The US Torture Report

The report about unlawful interrogation conducted by the CIA is generating criticism, but at the same time it is commendable that this has been made public.

The publication of the U.S. Senate Intelligence Committee report about the conduct of its country’s Central Intelligence Agency after the bloody terrorist attacks against the World Trade Center in New York was surely a surprise to many due to its distressing contents, and it is generating at least two kinds of reactions.

First, there is a feeling of real and very profound unease, given confirmation that the CIA tortured a good number of foreign prisoners that were being held on suspicion of a connection to the terrorist attack on the World Trade Center. This unease also comes from the disclosure that the CIA blatantly and extensively lied to the president and to Congress whenever it had to report on its activities. Both of these actions are absolutely unacceptable and must be taken extremely seriously.

Secondly, there is a feeling that recognizes the enormous civic courage it took for congressional leaders to publicize these abominable facts. This reaction further recognizes the courage it took to identify the profound errors and excesses, to call for these policies and behaviors to be corrected and to provide transparency to the deeply painful and immensely cruel deeds, which never should have happened. This response acknowledges the importance of doing away with shamefully brutal procedures, which must clearly be regarded as inhumane.

Here again, regarding this unforgivable behavior, it can be said that the light of day is the best cure. Public disclosure led to the discovery of so-called “hostile interrogations,” a euphemism which does not conceal or justify a pattern of truly macabre torture that occurred in prisons located abroad— in Poland, Romania and Lithuania, for example—yet were operated by the CIA.

Accordingly, the harsh remarks made by Senator Dianne Feinstein, who chairs the committee responsible for the report, about the CIA’s conduct are quite correct, particularly when she concluded that this information highlights unacceptable methods which place a true “stain on our values and our history.” This is indeed the case.

Both the Universal Declaration of Human Rights, as well as the International Covenant on Civil and Political Rights, state that no one can be subjected to torture or to cruel, inhumane or degrading treatment or punishment, not even for the purpose of obtaining information concerning possible acts of terrorism.

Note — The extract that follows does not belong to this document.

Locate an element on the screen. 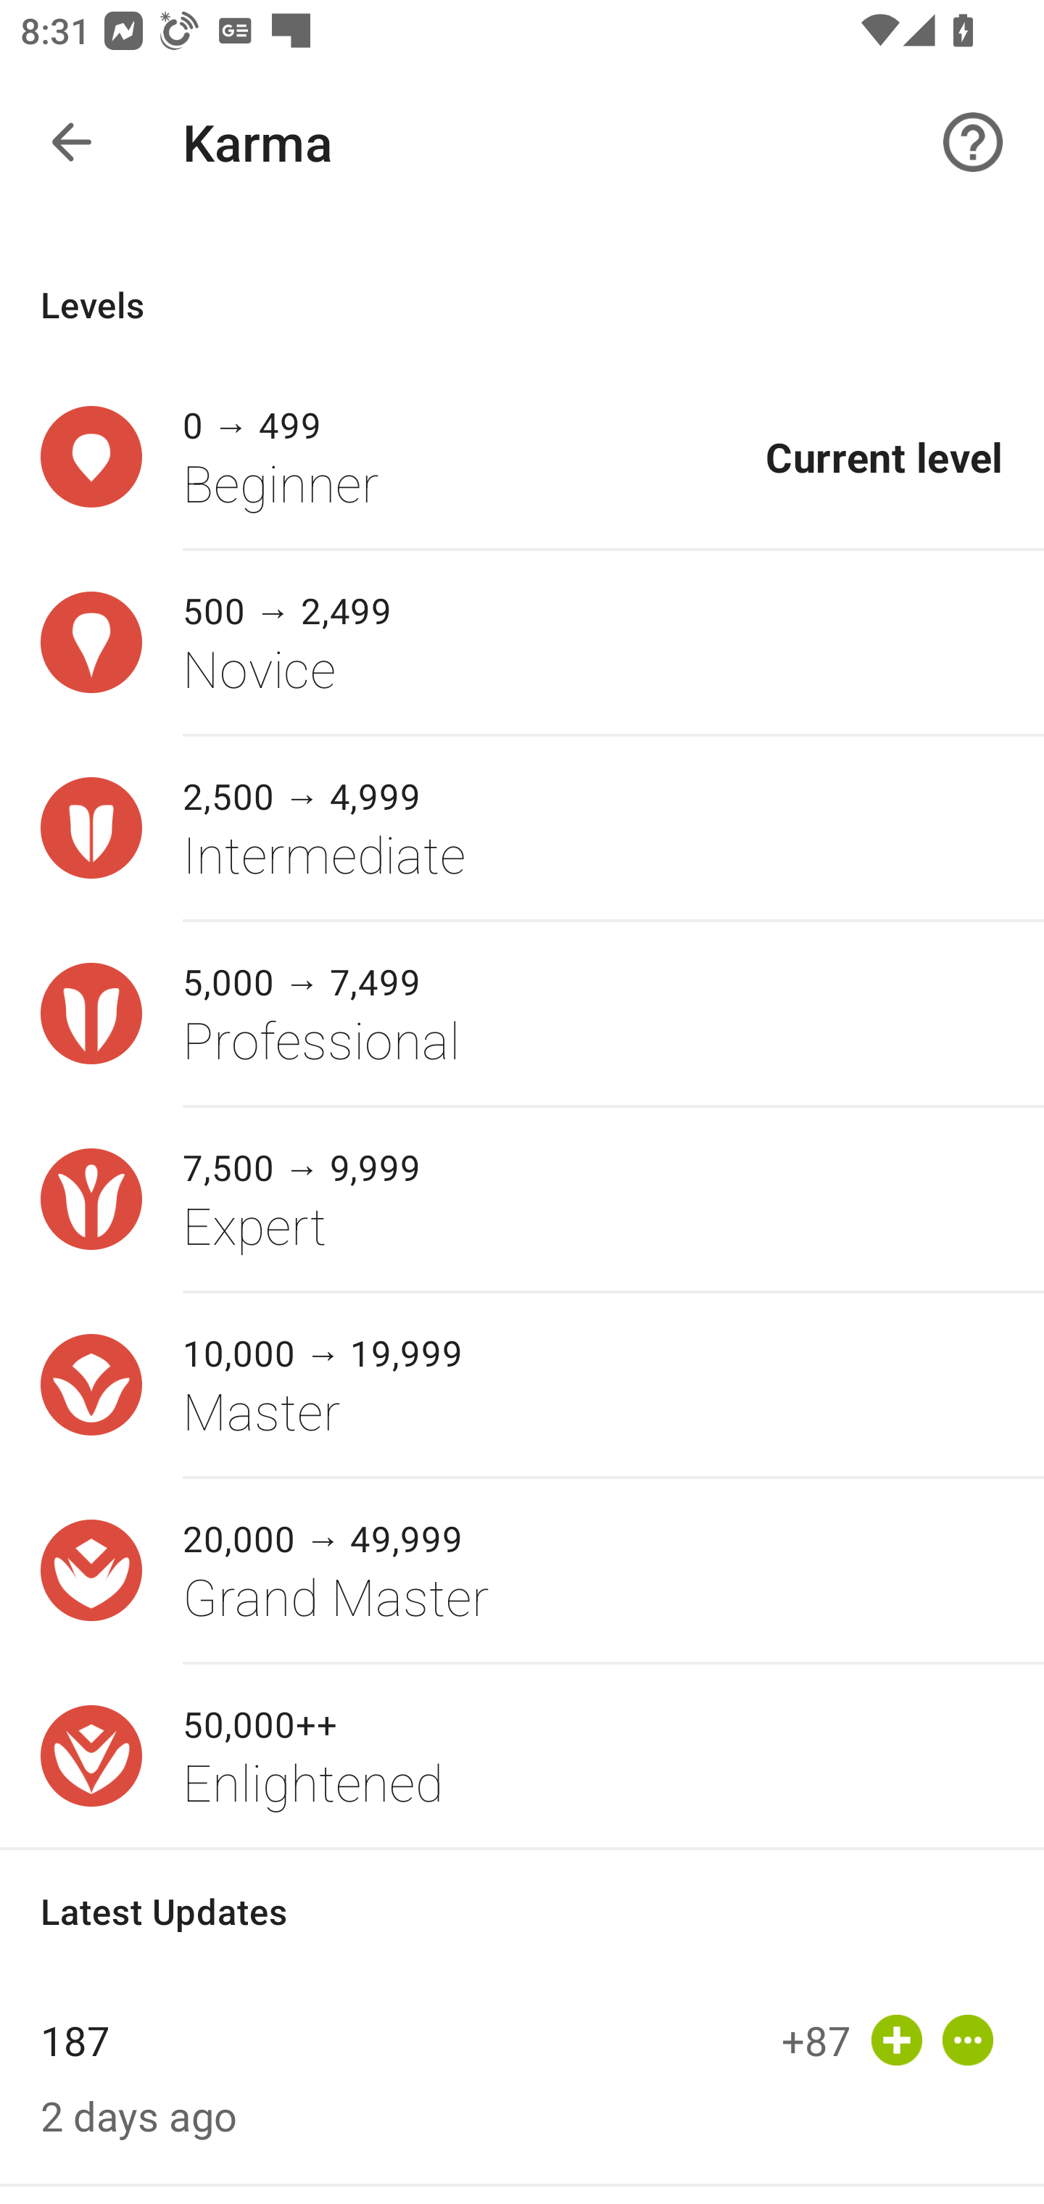 The width and height of the screenshot is (1044, 2204). Usage of advanced features. is located at coordinates (967, 2039).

It is therefore the obligation of every state to end acts of torture within every territory under its jurisdiction, without having to call upon exceptional or emergency situations to try to justify the unjustifiable.

Emotions aside, the responsible parties need to be investigated and, where appropriate, punished for what happened, and the penalties need to fit the tremendous severity of their conduct. Moreover, all nations must take the necessary steps to prevent this conduct from happening again.